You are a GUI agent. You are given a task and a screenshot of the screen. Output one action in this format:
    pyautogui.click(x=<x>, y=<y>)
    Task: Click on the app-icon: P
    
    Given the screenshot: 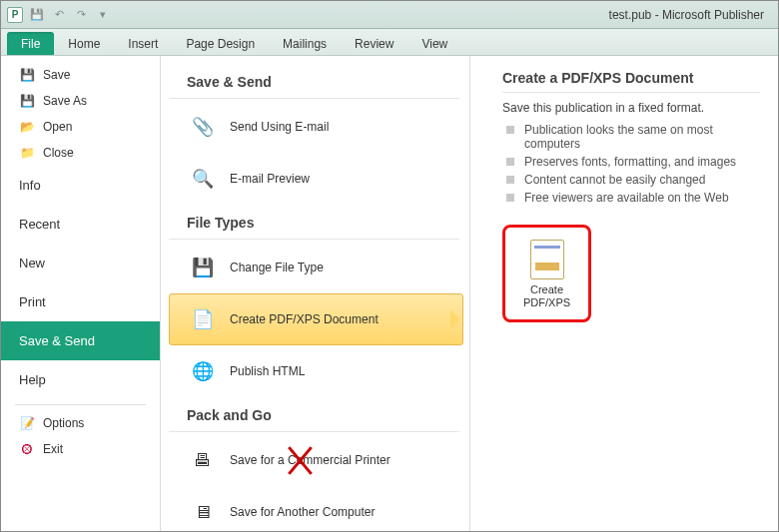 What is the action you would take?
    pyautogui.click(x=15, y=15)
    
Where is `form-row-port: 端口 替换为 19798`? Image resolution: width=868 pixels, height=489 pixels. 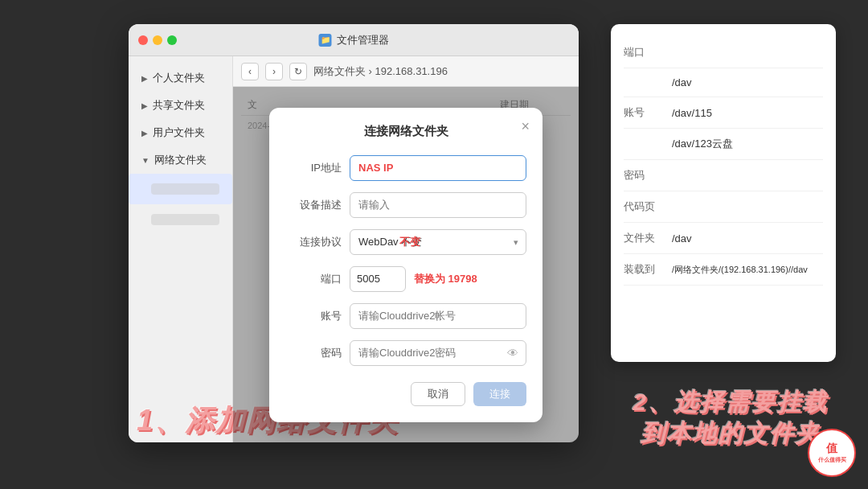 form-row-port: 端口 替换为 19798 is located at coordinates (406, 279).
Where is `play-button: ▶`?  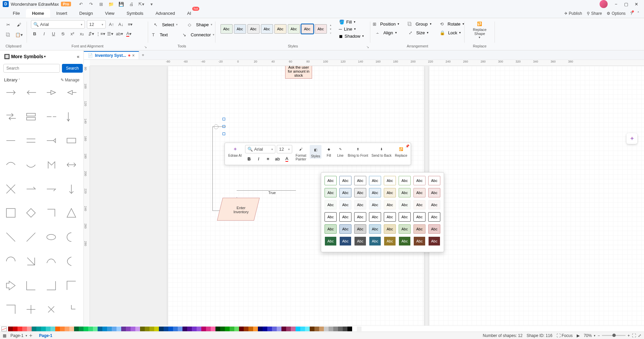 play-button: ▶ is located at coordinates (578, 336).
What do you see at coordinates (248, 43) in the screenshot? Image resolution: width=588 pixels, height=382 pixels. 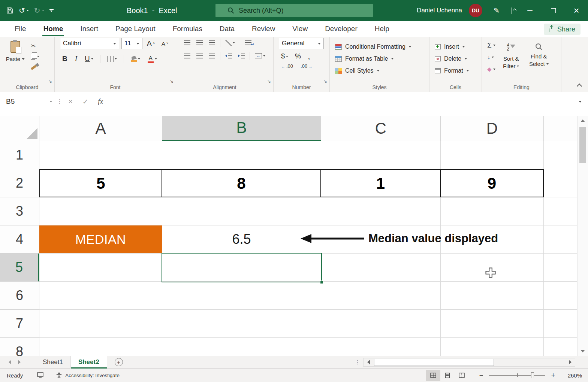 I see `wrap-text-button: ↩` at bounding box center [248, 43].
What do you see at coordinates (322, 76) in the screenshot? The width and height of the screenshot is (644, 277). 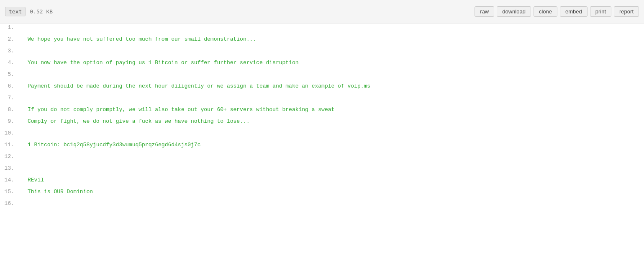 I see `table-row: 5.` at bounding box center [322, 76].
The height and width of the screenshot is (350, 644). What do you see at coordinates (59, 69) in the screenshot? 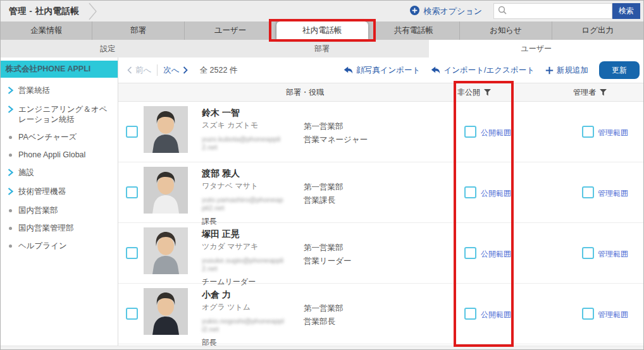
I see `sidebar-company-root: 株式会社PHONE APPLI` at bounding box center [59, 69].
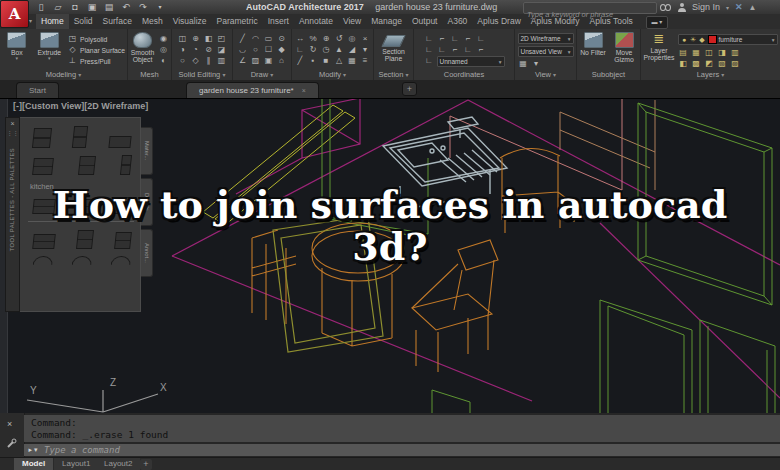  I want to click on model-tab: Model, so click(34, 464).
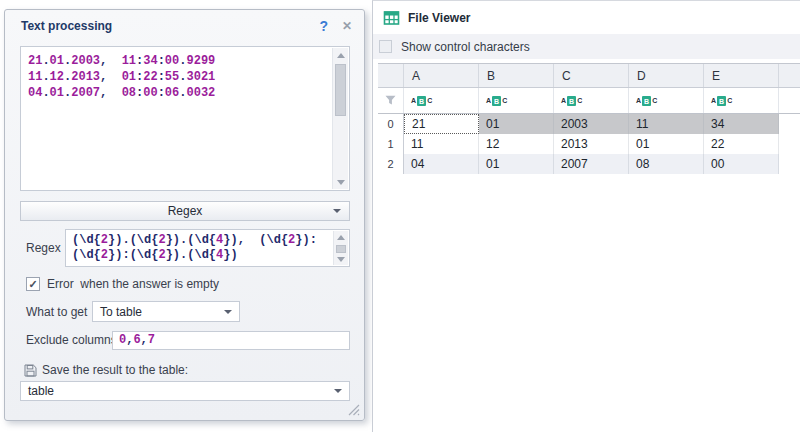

-- Work to complete --
Write out exactly, please, the lines that start at the one containing "The height and" and run through the final line of the entries, both included, leaving pictures out.

-- Written response --
The height and width of the screenshot is (350, 644). What do you see at coordinates (59, 69) in the screenshot? 
I see `sidebar-company-root: 株式会社PHONE APPLI` at bounding box center [59, 69].
  I want to click on model-tab: Model, so click(34, 464).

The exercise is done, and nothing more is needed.